Synopses & Reviews
Rescued from obscurity, is a blessing for all Feynman followers. Most know Richard Feynman for the hilarious anecdotes and exploits in his best-selling books and But not always obvious in those stories was his brilliance as a pure scientist--one of the century's greatest physicists. With this book and CD, we hear the voice of the great Feynman in all his ingenuity, insight, and acumen for argument. This breathtaking lecture--"The Motion of the Planets Around the Sun"--uses nothing more advanced than high-school geometry to explain why the planets orbit the sun elliptically rather than in perfect circles, and conclusively demonstrates the astonishing fact that has mystified and intrigued thinkers since Newton: Nature obeys mathematics. David and Judith Goodstein give us a beautifully written short memoir of life with Feynman, provide meticulous commentary on the lecture itself, and relate the exciting story of their effort to chase down one of Feynman's most original and scintillating lectures.
Synopsis
Rescued from obscurity, Feynman's Lost Lecture is a blessing for all Feynman followers. Most know Richard Feynman for the hilarious anecdotes and exploits in his best-selling books Surely You're Joking, Mr. Feynman and What DoYou Care What Other People Think? But not always obvious in those stories was his brilliance as a pure scientist--one of the century's greatest physicists. With this book and CD, we hear the voice of the great Feynman in all his ingenuity, insight, and acumen for argument. This breathtaking lecture--The Motion of the Planets Around the Sun--uses nothing more advanced than high-school geometry to explain why the planets orbit the sun elliptically rather than in perfect circles, and conclusively demonstrates the astonishing fact that has mystified and intrigued thinkers since Newton: Nature obeys mathematics.
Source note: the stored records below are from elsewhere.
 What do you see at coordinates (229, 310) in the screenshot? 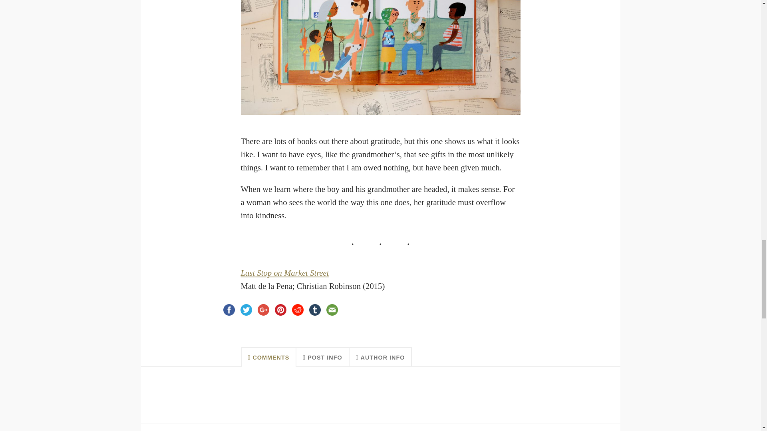
I see `facebook` at bounding box center [229, 310]. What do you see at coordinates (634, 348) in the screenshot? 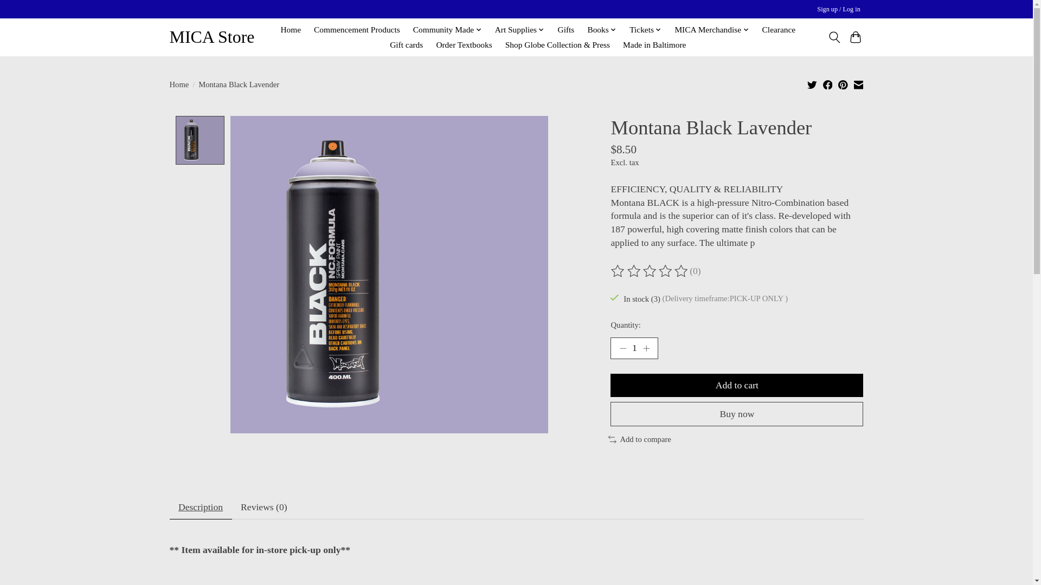
I see `1` at bounding box center [634, 348].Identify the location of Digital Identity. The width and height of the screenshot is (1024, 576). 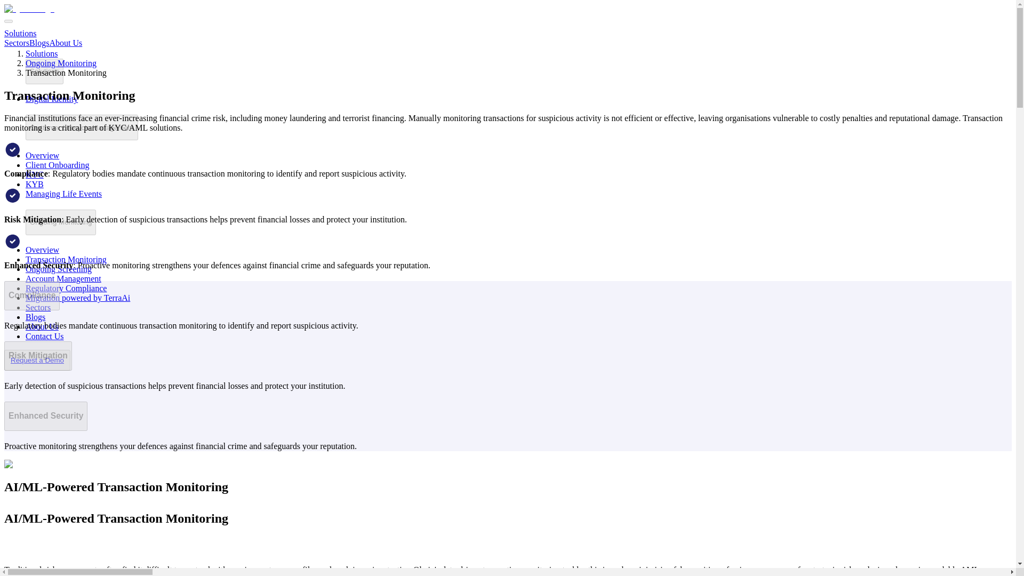
(51, 99).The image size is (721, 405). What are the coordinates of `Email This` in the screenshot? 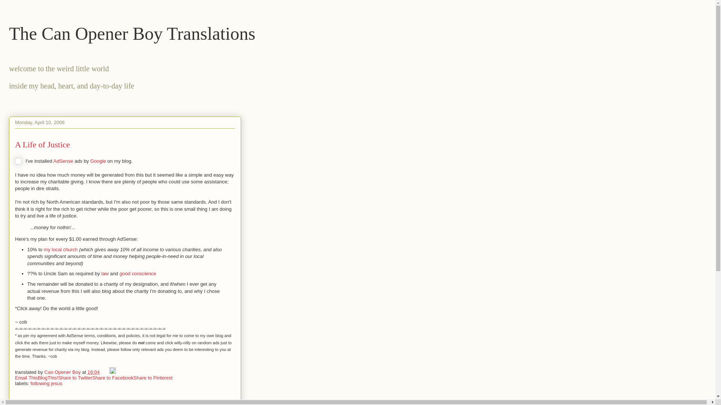 It's located at (26, 378).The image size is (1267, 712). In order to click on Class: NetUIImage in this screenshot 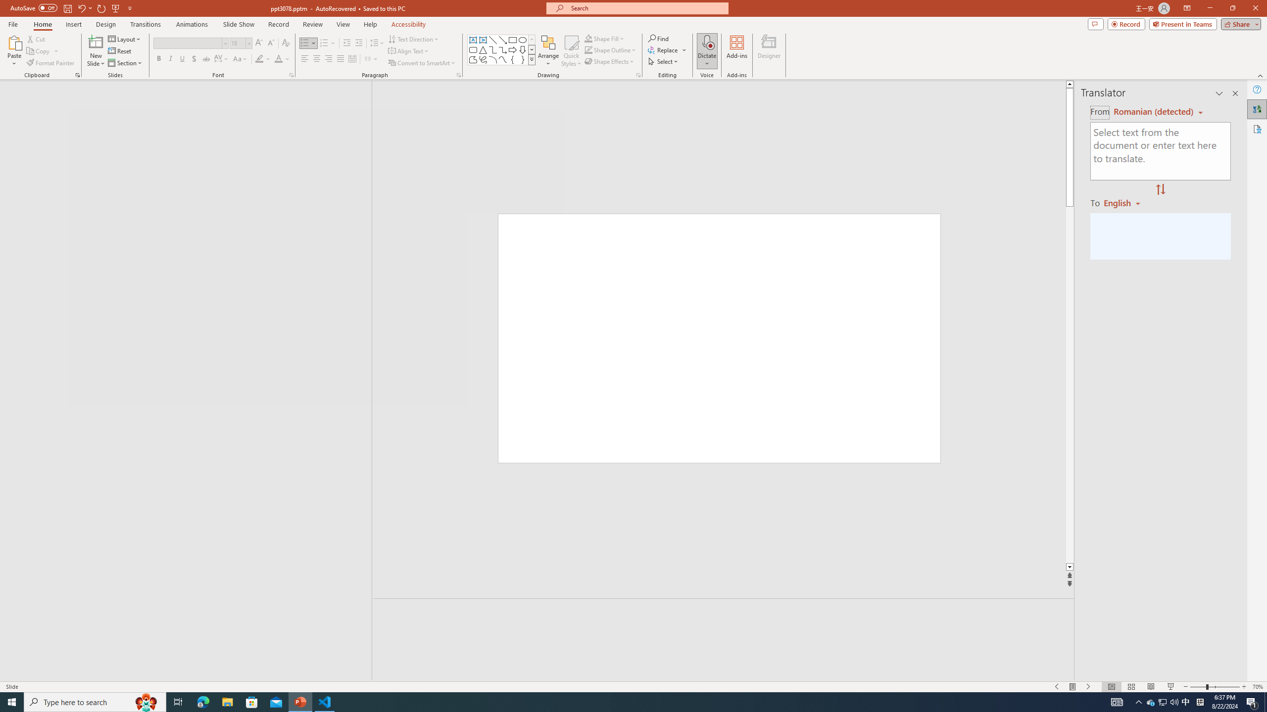, I will do `click(531, 59)`.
David and Judith Goodstein give us a beautifully written short memoir of life with Feynman, provide meticulous commentary on the lecture itself, and relate the exciting story of their effort to chase down one of Feynman's most original and scintillating lectures.
Synopsis
On March 13, 1964, Feynman delivered a lecture to the Caltech freshman class, "The Motion of Planets Around the Sun"why the planets move elliptically instead of in perfect circles. For reasons unknown, most probably for his own amusement, he chose to make the argument using mathematics no more advanced than high-school plane geometry. Isaac Newton had pulled off much the same trick nearly 300 years earlier in his masterpiece, the Principia. Feynman, unable to follow Newton's obscure proof, invented his own original, geometrical proof in the Caltech lecture. The subject of Feynman's lecture was the watershed discovery that separated the ancient world discovery that separated the ancient world from the modern world - the culmination of the Scientific Revolution. Before Copernicus, Kepler, Galileo, and Newton, the universe was Earth-centered. After their discoveries, our idea of the universe steadily altered and expanded, moving outward to the infinity we try to understand in our own time. Thus Feynman deals here with a crowning achievement of the human mind, comparable to Beethoven's symphonies. Shakespeare's plays, or Michelangelo's Sistine Chapel. Feynman conclusively demonstrates the astonishing fact that has mystified and intrigued all deep thinkers since Newton's time: Nature obeys mathematics. For thirty years this brilliant and seminal lecture lay dormant in the Caltech archives. Now, in this book, Feynman's lost lecture has been reconstructed and explained in meticulous detail together with a history of ideas of the planets' motions. Anyone who remembers high-school geometry can enjoy it and can profit from the compact disc that accompanies this book.
Synopsis
"Glorious."—Wall Street Journal
Description
Includes bibliographical references (p. 183-184) and index.
About the Author
Richard P. Feynman was born in 1918 and grew up in Far Rockaway, New York. At the age of seventeen he entered MIT and in 1939 went to Princeton, then to Los Alamos, where he joined in the effort to build the atomic bomb. Following World War II he joined the physics faculty at Cornell, then went on to Caltech in 1951, where he taught until his death in 1988. He shared the Nobel Prize for physics in 1965, and served with distinction on the Shuttle Commission in 1986. A commemorative stamp in his name was issued by the U.S. Postal Service in 2005.David Goodstein, vice provost and Frank J. Galloon Distinguished Teaching and Service Professor at the California Institute of Technology, is the author of Feynman's Lost Lecture, among other works. He lives with wife Dr. Judith R. Goodstein in Pasadena.Judith R. Goodstein, PhD, is University Archivist and faculty associate at Caltech. She has taught history at Cal State Dominguez Hills and UCLA, while building from scratch an archive and rare book collection about the history of science. She is married to Professor David Goodstein.